‘Bandstand’ dancers look back

ABC special will feature regulars from famous Dick Clark show

? In the late 1950s and early ’60s, everyone knew Bob and Justine, Kenny and Arlene, and Ed and Bunny. They were some of the most famous kids in America, dancing every day on “American Bandstand.”

“We were like miniature rock ‘n’ roll stars. We had fans, we had groupies,” said Steve Colanero, 56, a dancer from 1959 to 1961 and now retired to Palm Beach, Fla.

“I spread the Beehive across America,” said Bunny Gibson, 56, on the show from 1959 to 1962.

A few of the regulars, including Gibson, will be featured on the “American Bandstand” 50th anniversary special airing Friday on ABC.

Their return to the spotlight provides an opportunity to look back on their teen-age stardom and the difficulties that went with it. The mostly working-class Philly kids were often teased and abused at school. They were bombarded with fan mail and media attention, but had no guidelines on how to manage fame.

And in the end, many felt they were ejected from the show unfairly.

The show made its debut in 1952 with Bob Horn as the host. Dick Clark came on the scene in 1956 and in August 1957 it aired nationally on ABC. The show moved from Philadelphia to Los Angeles in 1964. (The show was canceled by ABC in 1987.)

The Pony, the Jitterbug, the Twist, the Chalypso (a cha-cha, calypso combination) they danced them all at Bandstand. They even gasp! slow-danced.

Lots of wannabes

To get on the show, crowds of boys in white jackets and girls in full skirts lined up outside the studio at 46th and Market streets.

Only kids between 14 and 18 could be on the show, but more than a few bent the truth.

“I was 13,” said Gibson, who now lives in Los Angeles and does some work as an actress. “I put on a lot of makeup and my mom’s padded girdle.”

Inside the studio was the dance floor where the regulars performed and the bleachers where other kids sat and watched. Once you got inside, you had to hope a regular noticed you.

Ed Kelly, now 58 and working at a New York law firm, said a regular had called him out of the bleachers.

“I was lucky,” he said. “It was intimidating to go and ask a regular to dance.”

The regulars were like soap opera stars. Viewers followed who they danced with, who the couples were. They were featured in magazines such as Teen and Sixteen.

All the dancers had their own fan clubs. Kenny Rossi, 58, who danced from 1957 to 1959, said he would get thousands of letters from teens every week.

“My parents were working people,” he said, adding that they “asked everyone to send a stamped envelope, because we couldn’t afford the stamps.”

But despite national celebrity, many of the dancers said they were woefully unpopular outside the studio.

“I would sit in school and eat lunch by myself,” Gibson said.

And Kelly said “most of the kids in Philly looked at the show as an uncool thing to do. It got to the point where you wouldn’t want to be seen on the street.”

Still, they said they would never have left the show.

But according to “Bandstand” rumor and lore, some didn’t have a choice.

“It seems, looking back, that when any one of us got too popular, then at that point you didn’t see us any more,” said Gibson.

Gibson said she had been told not to come back in 1962 after she had a fight with an ex-boyfriend outside the show.

“My mother thought I was having a nervous breakdown,” she said. “It was my whole life.”

Some kids were canned for what they thought were minor reasons. Others were kicked out for accepting money for writing in magazines or for personal appearances, because then they were considered professionals.

“I found it not very fair,” said Joyce Schaffer, 58, who danced from 1956 to 1961. “So they wrote for a magazine, I worked at the five-and-ten.”

Clark could be a tough guy to work for, the regulars said.

Rossi signed a record deal and was promptly asked to leave.

“I was crying when I left the show,” he said. “I went there one day and they wouldn’t let me in. They sat me down and said ‘Ken, you can’t be on the show anymore.’ No one ever mentioned that.”

Of course, Rossi said even had he known, he still would have signed the $10,000 contract.

It all ended for the Philly teens anyway in 1964 when the show moved. After that the importance of the regular dancers lessened. The show wasn’t taped live and the dancers weren’t as well-known.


*ABOUT THIS TASK*:
Nothing but the data below, returned exactly, should appear in the answer.

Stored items
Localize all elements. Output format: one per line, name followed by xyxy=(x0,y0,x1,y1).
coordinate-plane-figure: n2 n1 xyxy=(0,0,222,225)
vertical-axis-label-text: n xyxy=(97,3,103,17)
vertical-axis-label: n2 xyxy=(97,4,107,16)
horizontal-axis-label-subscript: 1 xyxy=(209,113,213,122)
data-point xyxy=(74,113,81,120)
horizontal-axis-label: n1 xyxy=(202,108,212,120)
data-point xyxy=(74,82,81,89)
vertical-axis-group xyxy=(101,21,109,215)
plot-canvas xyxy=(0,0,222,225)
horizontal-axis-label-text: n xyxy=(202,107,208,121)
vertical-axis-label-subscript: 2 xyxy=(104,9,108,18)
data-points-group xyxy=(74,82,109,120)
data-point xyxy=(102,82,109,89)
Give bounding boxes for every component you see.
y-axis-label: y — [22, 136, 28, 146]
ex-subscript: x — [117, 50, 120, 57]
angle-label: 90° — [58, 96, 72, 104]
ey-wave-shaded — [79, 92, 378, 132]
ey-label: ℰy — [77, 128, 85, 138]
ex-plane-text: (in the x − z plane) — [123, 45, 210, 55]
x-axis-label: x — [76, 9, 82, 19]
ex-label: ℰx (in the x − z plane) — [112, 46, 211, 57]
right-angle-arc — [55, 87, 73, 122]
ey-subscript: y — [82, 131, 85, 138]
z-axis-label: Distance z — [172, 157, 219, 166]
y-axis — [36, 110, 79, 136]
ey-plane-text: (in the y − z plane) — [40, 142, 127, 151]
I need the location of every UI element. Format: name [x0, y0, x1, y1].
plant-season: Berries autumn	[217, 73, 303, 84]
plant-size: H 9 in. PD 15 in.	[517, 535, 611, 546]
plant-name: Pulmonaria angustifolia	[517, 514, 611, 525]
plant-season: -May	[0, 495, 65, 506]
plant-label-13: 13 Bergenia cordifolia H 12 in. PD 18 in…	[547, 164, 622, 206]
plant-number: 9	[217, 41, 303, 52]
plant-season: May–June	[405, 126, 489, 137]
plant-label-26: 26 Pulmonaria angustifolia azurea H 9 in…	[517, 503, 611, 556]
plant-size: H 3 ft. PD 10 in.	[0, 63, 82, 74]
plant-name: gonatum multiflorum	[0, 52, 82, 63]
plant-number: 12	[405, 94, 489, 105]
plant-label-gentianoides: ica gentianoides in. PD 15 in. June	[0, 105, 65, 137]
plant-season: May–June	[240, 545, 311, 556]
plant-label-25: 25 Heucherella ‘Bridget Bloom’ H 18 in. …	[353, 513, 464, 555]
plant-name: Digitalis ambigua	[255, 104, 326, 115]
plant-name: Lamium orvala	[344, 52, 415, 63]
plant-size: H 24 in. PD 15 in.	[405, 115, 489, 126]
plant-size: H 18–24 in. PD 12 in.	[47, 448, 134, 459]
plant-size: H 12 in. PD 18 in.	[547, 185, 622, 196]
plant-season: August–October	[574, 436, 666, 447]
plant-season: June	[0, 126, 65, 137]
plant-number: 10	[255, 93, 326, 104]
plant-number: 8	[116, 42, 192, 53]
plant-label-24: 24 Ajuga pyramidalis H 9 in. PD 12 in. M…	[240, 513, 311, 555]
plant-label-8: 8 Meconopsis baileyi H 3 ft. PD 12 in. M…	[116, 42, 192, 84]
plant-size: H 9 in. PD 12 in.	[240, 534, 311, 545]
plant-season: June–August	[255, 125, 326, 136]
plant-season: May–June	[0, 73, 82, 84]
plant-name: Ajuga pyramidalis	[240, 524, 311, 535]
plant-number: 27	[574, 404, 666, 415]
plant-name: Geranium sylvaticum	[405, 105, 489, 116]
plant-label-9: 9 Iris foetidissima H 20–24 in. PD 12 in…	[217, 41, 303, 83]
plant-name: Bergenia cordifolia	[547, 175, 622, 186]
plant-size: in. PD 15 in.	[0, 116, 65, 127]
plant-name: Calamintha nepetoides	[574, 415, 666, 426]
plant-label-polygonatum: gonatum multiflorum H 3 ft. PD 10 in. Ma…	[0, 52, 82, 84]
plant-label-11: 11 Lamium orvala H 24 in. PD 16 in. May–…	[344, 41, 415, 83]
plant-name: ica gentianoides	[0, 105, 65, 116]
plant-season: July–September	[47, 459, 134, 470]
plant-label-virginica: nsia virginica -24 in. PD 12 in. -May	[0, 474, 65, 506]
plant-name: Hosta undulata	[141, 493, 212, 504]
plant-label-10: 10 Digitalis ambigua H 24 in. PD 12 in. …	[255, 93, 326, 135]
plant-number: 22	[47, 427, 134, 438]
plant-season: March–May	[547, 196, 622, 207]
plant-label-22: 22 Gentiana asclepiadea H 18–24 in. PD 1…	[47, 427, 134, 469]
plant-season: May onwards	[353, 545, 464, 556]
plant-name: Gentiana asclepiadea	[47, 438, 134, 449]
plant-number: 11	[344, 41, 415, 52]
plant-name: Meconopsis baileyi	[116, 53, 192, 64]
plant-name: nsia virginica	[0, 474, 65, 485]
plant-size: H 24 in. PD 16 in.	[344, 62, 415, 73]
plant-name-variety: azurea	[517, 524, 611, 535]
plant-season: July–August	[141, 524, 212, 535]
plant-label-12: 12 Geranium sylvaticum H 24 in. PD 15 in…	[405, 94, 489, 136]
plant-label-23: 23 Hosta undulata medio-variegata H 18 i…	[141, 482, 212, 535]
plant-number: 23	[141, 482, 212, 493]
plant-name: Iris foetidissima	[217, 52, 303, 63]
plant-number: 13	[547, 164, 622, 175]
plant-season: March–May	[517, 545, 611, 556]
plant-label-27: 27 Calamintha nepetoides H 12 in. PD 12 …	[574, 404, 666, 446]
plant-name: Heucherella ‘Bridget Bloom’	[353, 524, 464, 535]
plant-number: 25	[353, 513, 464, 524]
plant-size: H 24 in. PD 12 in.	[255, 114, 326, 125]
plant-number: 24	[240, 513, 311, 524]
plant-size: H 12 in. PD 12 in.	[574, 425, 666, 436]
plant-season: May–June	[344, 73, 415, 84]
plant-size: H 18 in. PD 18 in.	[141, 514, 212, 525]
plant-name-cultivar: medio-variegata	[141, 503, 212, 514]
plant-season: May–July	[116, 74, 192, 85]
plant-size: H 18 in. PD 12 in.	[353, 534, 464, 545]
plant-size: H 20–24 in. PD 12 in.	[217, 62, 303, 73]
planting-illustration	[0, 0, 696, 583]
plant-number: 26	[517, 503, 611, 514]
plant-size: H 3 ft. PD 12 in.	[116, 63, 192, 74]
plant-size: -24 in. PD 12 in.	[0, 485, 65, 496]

*REPLY*:
Localize all elements. Output format: one per line, name followed by xyxy=(x0,y0,x1,y1).
coordinate-plane-figure: n2 n1 xyxy=(0,0,222,225)
vertical-axis-label-text: n xyxy=(97,3,103,17)
vertical-axis-label: n2 xyxy=(97,4,107,16)
horizontal-axis-label-subscript: 1 xyxy=(209,113,213,122)
data-point xyxy=(74,113,81,120)
horizontal-axis-label: n1 xyxy=(202,108,212,120)
data-point xyxy=(74,82,81,89)
vertical-axis-group xyxy=(101,21,109,215)
plot-canvas xyxy=(0,0,222,225)
horizontal-axis-label-text: n xyxy=(202,107,208,121)
vertical-axis-label-subscript: 2 xyxy=(104,9,108,18)
data-points-group xyxy=(74,82,109,120)
data-point xyxy=(102,82,109,89)
Give bounding boxes for every component you see.
y-axis-label: y — [22, 136, 28, 146]
ex-subscript: x — [117, 50, 120, 57]
angle-label: 90° — [58, 96, 72, 104]
ey-wave-shaded — [79, 92, 378, 132]
ey-label: ℰy — [77, 128, 85, 138]
ex-plane-text: (in the x − z plane) — [123, 45, 210, 55]
x-axis-label: x — [76, 9, 82, 19]
ex-label: ℰx (in the x − z plane) — [112, 46, 211, 57]
right-angle-arc — [55, 87, 73, 122]
ey-subscript: y — [82, 131, 85, 138]
z-axis-label: Distance z — [172, 157, 219, 166]
y-axis — [36, 110, 79, 136]
ey-plane-text: (in the y − z plane) — [40, 142, 127, 151]
I need the location of every UI element. Format: name [x0, y0, x1, y1].
plant-season: Berries autumn	[217, 73, 303, 84]
plant-size: H 9 in. PD 15 in.	[517, 535, 611, 546]
plant-name: Pulmonaria angustifolia	[517, 514, 611, 525]
plant-season: -May	[0, 495, 65, 506]
plant-label-13: 13 Bergenia cordifolia H 12 in. PD 18 in…	[547, 164, 622, 206]
plant-number: 9	[217, 41, 303, 52]
plant-season: May–June	[405, 126, 489, 137]
plant-label-26: 26 Pulmonaria angustifolia azurea H 9 in…	[517, 503, 611, 556]
plant-size: H 3 ft. PD 10 in.	[0, 63, 82, 74]
plant-name: gonatum multiflorum	[0, 52, 82, 63]
plant-number: 12	[405, 94, 489, 105]
plant-label-gentianoides: ica gentianoides in. PD 15 in. June	[0, 105, 65, 137]
plant-season: May–June	[240, 545, 311, 556]
plant-label-25: 25 Heucherella ‘Bridget Bloom’ H 18 in. …	[353, 513, 464, 555]
plant-name: Digitalis ambigua	[255, 104, 326, 115]
plant-name: Lamium orvala	[344, 52, 415, 63]
plant-size: H 24 in. PD 15 in.	[405, 115, 489, 126]
plant-size: H 18–24 in. PD 12 in.	[47, 448, 134, 459]
plant-size: H 12 in. PD 18 in.	[547, 185, 622, 196]
plant-season: August–October	[574, 436, 666, 447]
plant-season: June	[0, 126, 65, 137]
plant-number: 10	[255, 93, 326, 104]
plant-number: 8	[116, 42, 192, 53]
plant-label-24: 24 Ajuga pyramidalis H 9 in. PD 12 in. M…	[240, 513, 311, 555]
plant-label-8: 8 Meconopsis baileyi H 3 ft. PD 12 in. M…	[116, 42, 192, 84]
plant-size: H 9 in. PD 12 in.	[240, 534, 311, 545]
plant-season: June–August	[255, 125, 326, 136]
plant-season: May–June	[0, 73, 82, 84]
plant-name: Ajuga pyramidalis	[240, 524, 311, 535]
plant-number: 27	[574, 404, 666, 415]
plant-name: Geranium sylvaticum	[405, 105, 489, 116]
plant-label-9: 9 Iris foetidissima H 20–24 in. PD 12 in…	[217, 41, 303, 83]
plant-name: Bergenia cordifolia	[547, 175, 622, 186]
plant-size: in. PD 15 in.	[0, 116, 65, 127]
plant-name: Calamintha nepetoides	[574, 415, 666, 426]
plant-label-polygonatum: gonatum multiflorum H 3 ft. PD 10 in. Ma…	[0, 52, 82, 84]
plant-label-11: 11 Lamium orvala H 24 in. PD 16 in. May–…	[344, 41, 415, 83]
plant-name: ica gentianoides	[0, 105, 65, 116]
plant-season: July–September	[47, 459, 134, 470]
plant-label-virginica: nsia virginica -24 in. PD 12 in. -May	[0, 474, 65, 506]
plant-name: Hosta undulata	[141, 493, 212, 504]
plant-label-10: 10 Digitalis ambigua H 24 in. PD 12 in. …	[255, 93, 326, 135]
plant-number: 22	[47, 427, 134, 438]
plant-season: March–May	[547, 196, 622, 207]
plant-label-22: 22 Gentiana asclepiadea H 18–24 in. PD 1…	[47, 427, 134, 469]
plant-season: May onwards	[353, 545, 464, 556]
plant-name: Gentiana asclepiadea	[47, 438, 134, 449]
plant-number: 11	[344, 41, 415, 52]
plant-name: Meconopsis baileyi	[116, 53, 192, 64]
plant-name: nsia virginica	[0, 474, 65, 485]
plant-size: H 24 in. PD 16 in.	[344, 62, 415, 73]
plant-name-variety: azurea	[517, 524, 611, 535]
plant-season: July–August	[141, 524, 212, 535]
plant-label-12: 12 Geranium sylvaticum H 24 in. PD 15 in…	[405, 94, 489, 136]
plant-label-23: 23 Hosta undulata medio-variegata H 18 i…	[141, 482, 212, 535]
plant-number: 23	[141, 482, 212, 493]
plant-name: Iris foetidissima	[217, 52, 303, 63]
plant-number: 13	[547, 164, 622, 175]
plant-season: March–May	[517, 545, 611, 556]
plant-label-27: 27 Calamintha nepetoides H 12 in. PD 12 …	[574, 404, 666, 446]
plant-name: Heucherella ‘Bridget Bloom’	[353, 524, 464, 535]
plant-number: 25	[353, 513, 464, 524]
plant-size: H 24 in. PD 12 in.	[255, 114, 326, 125]
plant-number: 24	[240, 513, 311, 524]
plant-size: H 12 in. PD 12 in.	[574, 425, 666, 436]
plant-season: May–June	[344, 73, 415, 84]
plant-size: H 18 in. PD 18 in.	[141, 514, 212, 525]
plant-name-cultivar: medio-variegata	[141, 503, 212, 514]
plant-season: May–July	[116, 74, 192, 85]
plant-size: H 18 in. PD 12 in.	[353, 534, 464, 545]
plant-size: H 20–24 in. PD 12 in.	[217, 62, 303, 73]
planting-illustration	[0, 0, 696, 583]
plant-number: 26	[517, 503, 611, 514]
plant-size: H 3 ft. PD 12 in.	[116, 63, 192, 74]
plant-size: -24 in. PD 12 in.	[0, 485, 65, 496]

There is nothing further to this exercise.